Hi Tom,
Please, see my comments below.
Thanks,
Dmitry
-----Original Message-----
From: Thomas J Thatcher [mailto:thomas.thatcher@oracle.com]
Sent: Friday, June 03, 2011 19:57
To: Korchemny, Dmitry
Cc: sv-ac@eda.org
Subject: Re: [sv-ac] Review of 3033
Hi Dmitry,
On 05/30/11 01:14, Korchemny, Dmitry wrote:
> 17.5 Checker procedures
>
> Why not make all procedural assignments use current values, not
> sampled values? Then have assertions use the sampled values of all
> deterministic checker variables. This would be much more regular.
>
> [Korchemny, Dmitry] See my comment at the beginning.
>
> It would also fix your example: both a (the checker input) and x (the
> checker variable assigned in the always_ff) would use the sampled
> value, and the assertion would return the same value, no matter
> whether clk changes in the Active region (from RTL code) or the
> Reactive region (from the test bench).
>
> [Korchemny, Dmitry] Are you assuming that checker inputs are sampled? This is problematic even now for deferred assertions (see the preamble), and will also kill continuous and blocking assignments introduced in this proposal.
>
No, you are correct. The RHS expressions of non-blocking assignments need to be sampled. However, I would still suggest that concurrent assertions use the sampled values of the deterministic checker variables. In most cases it doesn't matter. But if anyone tries to derive a clock inside the checker, then the assertions would see consistent values, even though the assertions are evaluated in the second pass through the Observed region.

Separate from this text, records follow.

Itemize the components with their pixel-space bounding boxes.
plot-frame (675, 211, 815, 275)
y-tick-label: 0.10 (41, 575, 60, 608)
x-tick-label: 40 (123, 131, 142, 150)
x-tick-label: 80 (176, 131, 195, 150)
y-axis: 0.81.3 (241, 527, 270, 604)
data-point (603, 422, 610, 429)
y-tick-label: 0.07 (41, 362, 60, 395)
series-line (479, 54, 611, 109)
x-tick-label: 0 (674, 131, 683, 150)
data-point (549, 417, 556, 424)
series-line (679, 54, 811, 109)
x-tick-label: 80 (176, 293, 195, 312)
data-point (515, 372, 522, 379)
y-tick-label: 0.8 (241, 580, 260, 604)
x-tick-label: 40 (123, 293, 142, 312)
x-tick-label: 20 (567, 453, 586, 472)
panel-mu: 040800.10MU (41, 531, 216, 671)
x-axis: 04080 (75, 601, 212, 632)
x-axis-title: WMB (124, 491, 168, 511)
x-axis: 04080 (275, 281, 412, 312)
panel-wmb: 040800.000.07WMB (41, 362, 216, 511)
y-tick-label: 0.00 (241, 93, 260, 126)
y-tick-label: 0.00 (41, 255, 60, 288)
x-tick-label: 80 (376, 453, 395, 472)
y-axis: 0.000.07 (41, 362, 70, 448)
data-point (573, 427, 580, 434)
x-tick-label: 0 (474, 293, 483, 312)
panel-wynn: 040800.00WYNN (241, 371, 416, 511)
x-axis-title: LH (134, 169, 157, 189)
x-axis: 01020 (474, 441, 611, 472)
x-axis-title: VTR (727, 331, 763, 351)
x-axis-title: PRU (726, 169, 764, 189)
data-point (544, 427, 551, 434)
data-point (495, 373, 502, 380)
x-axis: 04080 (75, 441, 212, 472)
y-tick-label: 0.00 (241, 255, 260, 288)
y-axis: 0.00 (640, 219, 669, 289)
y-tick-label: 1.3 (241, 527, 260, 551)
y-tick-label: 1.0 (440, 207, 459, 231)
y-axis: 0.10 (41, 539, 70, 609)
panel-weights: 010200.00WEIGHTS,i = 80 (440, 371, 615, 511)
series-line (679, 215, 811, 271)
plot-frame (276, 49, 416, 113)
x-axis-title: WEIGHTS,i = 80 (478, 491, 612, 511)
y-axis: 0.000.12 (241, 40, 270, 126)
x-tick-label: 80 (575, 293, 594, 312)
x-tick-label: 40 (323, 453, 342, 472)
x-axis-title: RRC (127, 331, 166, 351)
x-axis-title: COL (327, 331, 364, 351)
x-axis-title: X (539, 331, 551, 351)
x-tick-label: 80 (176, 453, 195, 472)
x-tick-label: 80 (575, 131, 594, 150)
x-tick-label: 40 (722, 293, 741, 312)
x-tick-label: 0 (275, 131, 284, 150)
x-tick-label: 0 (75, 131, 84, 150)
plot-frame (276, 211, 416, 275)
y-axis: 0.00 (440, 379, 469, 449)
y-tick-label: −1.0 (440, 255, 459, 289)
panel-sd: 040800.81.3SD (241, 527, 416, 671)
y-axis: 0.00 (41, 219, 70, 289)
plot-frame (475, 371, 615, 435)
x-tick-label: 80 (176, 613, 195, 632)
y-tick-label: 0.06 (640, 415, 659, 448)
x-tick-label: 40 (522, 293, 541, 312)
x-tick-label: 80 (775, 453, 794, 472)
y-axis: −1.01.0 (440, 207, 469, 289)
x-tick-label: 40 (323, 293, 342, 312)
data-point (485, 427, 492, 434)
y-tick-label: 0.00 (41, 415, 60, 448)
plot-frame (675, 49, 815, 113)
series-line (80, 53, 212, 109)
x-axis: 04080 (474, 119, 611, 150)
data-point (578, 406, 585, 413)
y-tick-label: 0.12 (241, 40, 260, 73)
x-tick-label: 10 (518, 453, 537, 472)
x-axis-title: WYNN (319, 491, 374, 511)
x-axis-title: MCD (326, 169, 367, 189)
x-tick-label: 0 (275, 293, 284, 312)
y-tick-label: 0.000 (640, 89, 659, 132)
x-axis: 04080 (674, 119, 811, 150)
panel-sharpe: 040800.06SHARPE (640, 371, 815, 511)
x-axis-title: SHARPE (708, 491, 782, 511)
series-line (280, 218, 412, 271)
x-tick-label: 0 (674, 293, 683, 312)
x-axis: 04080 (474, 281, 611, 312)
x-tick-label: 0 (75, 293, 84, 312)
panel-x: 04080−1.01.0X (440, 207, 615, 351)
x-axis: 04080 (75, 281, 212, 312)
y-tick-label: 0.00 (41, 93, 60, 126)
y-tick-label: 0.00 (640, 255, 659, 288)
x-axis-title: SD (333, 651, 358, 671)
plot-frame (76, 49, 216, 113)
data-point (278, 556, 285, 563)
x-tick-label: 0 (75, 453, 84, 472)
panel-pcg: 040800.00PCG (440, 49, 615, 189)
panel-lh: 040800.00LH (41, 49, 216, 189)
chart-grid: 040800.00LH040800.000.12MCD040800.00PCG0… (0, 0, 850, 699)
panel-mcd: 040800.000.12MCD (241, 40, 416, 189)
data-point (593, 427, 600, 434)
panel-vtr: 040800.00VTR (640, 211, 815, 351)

[Korchemny, Dmitry] This is fine. Both in the existing LRM and in my proposal the deterministic checker variables are sampled in concurrent assertions.
> Random checker variables would still be assigned in the beginning of
> the Observed region, and assertions would use the current values of
> these variables. In the case of Random assignments, the assume
> properties that determine the values chosen would use the sampled
> values of both the checker inputs, the deterministic checker
> variables, and of XMRs that are referenced. So the result would be
> consistent, no matter how many times we go around the "big loop"
> before we assign the random checker variables. This would also mean
> that we wouldn't need to get multiple values for random checker
> variables, even if they are solved multiple times in one time-step.
>
>
> 17.7.3
> I'm not sure whether we should put this example in or not. There's no
> way we could document all the different ways users could cause
> problems for themselves.
>
> [Korchemny, Dmitry] If I remember correctly, somebody asked me to insert this example. Let's discuss its usefulness in the meeting.
>
Should it be an error for a random variable to be constrained by assume property constructs with different clocks? It seems troubling that a random variable would be solved multiple times in one time step.
[Korchemny, Dmitry] I suggest to allow this. Even when a random variable is constrained by several assumptions with the same clock, unless the simulator performs some global analysis, the random variable will also be solved multiple times. Essentially the simulator is not required to solve all the imposed constraints correctly. Therefore, even the following dumb algorithm is correct: solve the first assumption, and check the solution against the second assumption: in the worst case the second assumption will fail.
Here is an example when constraining a free variable with assumptions with different clocks is useful:
We want a read request to behave as follows:
* It cannot be issued simultaneously with the write request on the rising edge of some clock (this assumption is governed by posedge clk)
* Its value should remain stable between two consecutive ticks of clk (this assumption is governed by $global_clock).